I had my part in it; I had come forward because I could, because the law and the emperor's ear were still the most reliable shelter. I had not expected to watch Cyrus's face crush into the sand of his own making. I had expected silence and secret retribution. The sight of it burned something cold and clean in my chest.
"I will not let you take my life again," I told Cyrus when we crossed near each other as the throng made way.
He looked at me like a man who had finally been shown the truth and had nowhere to hide. He did not answer.
*
After that day, the emperor offered me a dangerous gift and a restraint. "You will stay in the palace," he said. "You will not leave the city, Juliette. Your hands are needed for the health of the realm."
"I will stay," I said. "On two conditions."
"Name them," he said.
"You will not permit Cyrus to touch me," I said. "And you will not give my name away."

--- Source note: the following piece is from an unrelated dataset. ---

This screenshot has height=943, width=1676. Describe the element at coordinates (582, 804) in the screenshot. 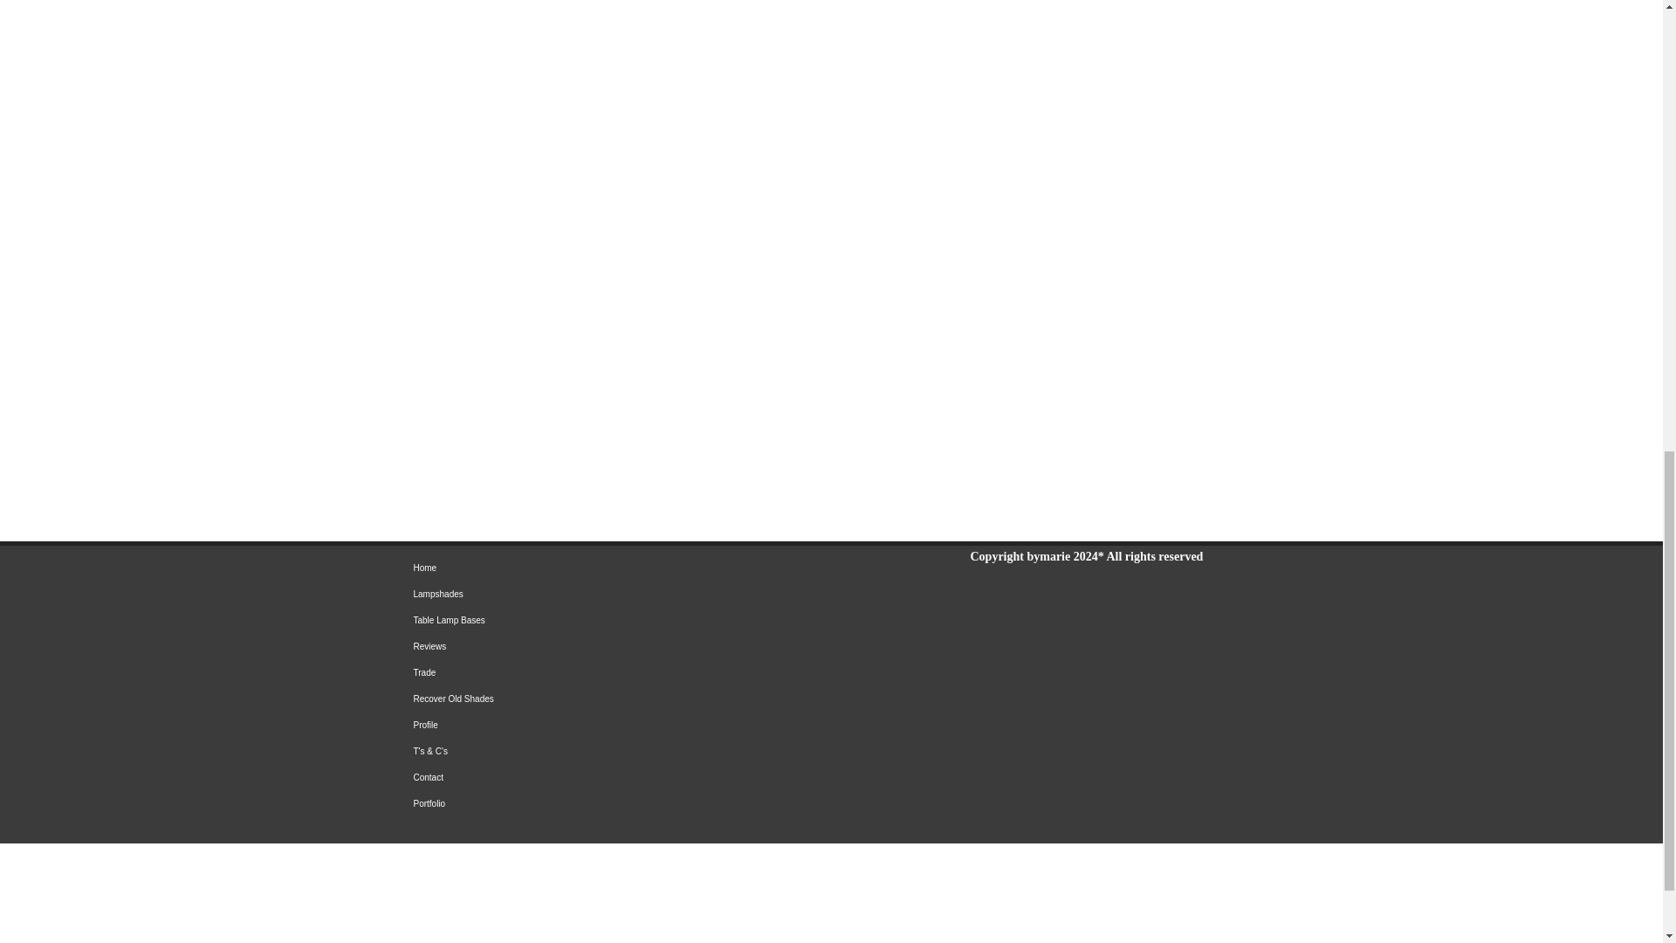

I see `Portfolio` at that location.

He thought about the second condition and nodded. He liked the first more than I thought.
So I remained at the imperial clinic as a woman with a token of favor that protected me — and as someone who owed a debt to the doctor who'd snatched me into his life-saving shadow. Trey Cross hovered at the edges like a guardian in plain clothes, giving me instructions that were often foreign.
"Your hands are quick," he told me once over a table of herbs. "But you need to be careful about who you heal. Some illnesses are used as weapons."
"I know," I said. "I've seen both sides."
"Then don't be fooled by salons of silk and tears," he said. "People will try to use your skills. They will make you complicit if you let them."
He taught me to treat more than just bodies. He taught me to read the politics of a fever and the motives of a cough. Those were deadly skills in the world we lived in.
And always I kept the jade pendant with 'Jin' in a small carved box in my sleeve. I found myself touching it often, like a prayer. The emperor's favor gave me breathing room, Trey's medicine gave me power, and the coalition of scribes and witnesses gave me the law as a blade.
I will not pretend everything settled. Cyrus still moved in the palace like a wounded animal; Estrella still seethed in exile. Preston Burns still ducked corners and muttered as if the eyes of the court burned him.
But I had a new plan. I was no longer a bowl of blood. I had a hand that could set the temperature of a nation's medicine. I had a teacher who could call me "wise" even when I did not believe it.
Above all, I had a jade pendant that I kept in my pocket like a promise I had never made to anyone.
"One day," Trey said once, leaning on the sill of the imperial balcony, "someone will pay for what they did to you."
"I intend to collect the ledger myself," I told him. "Slowly. Carefully."
He looked at me with something half-iron, half-something kind. "I will stand with you."
"Keep the pendant," I said. "If you ever forget who owes whom."
He smiled a crooked smile and the night folded around us like a hush.
The jade turned cold in my hand. I slipped it into its carved box again and felt the peace of its small, unbreakable weight.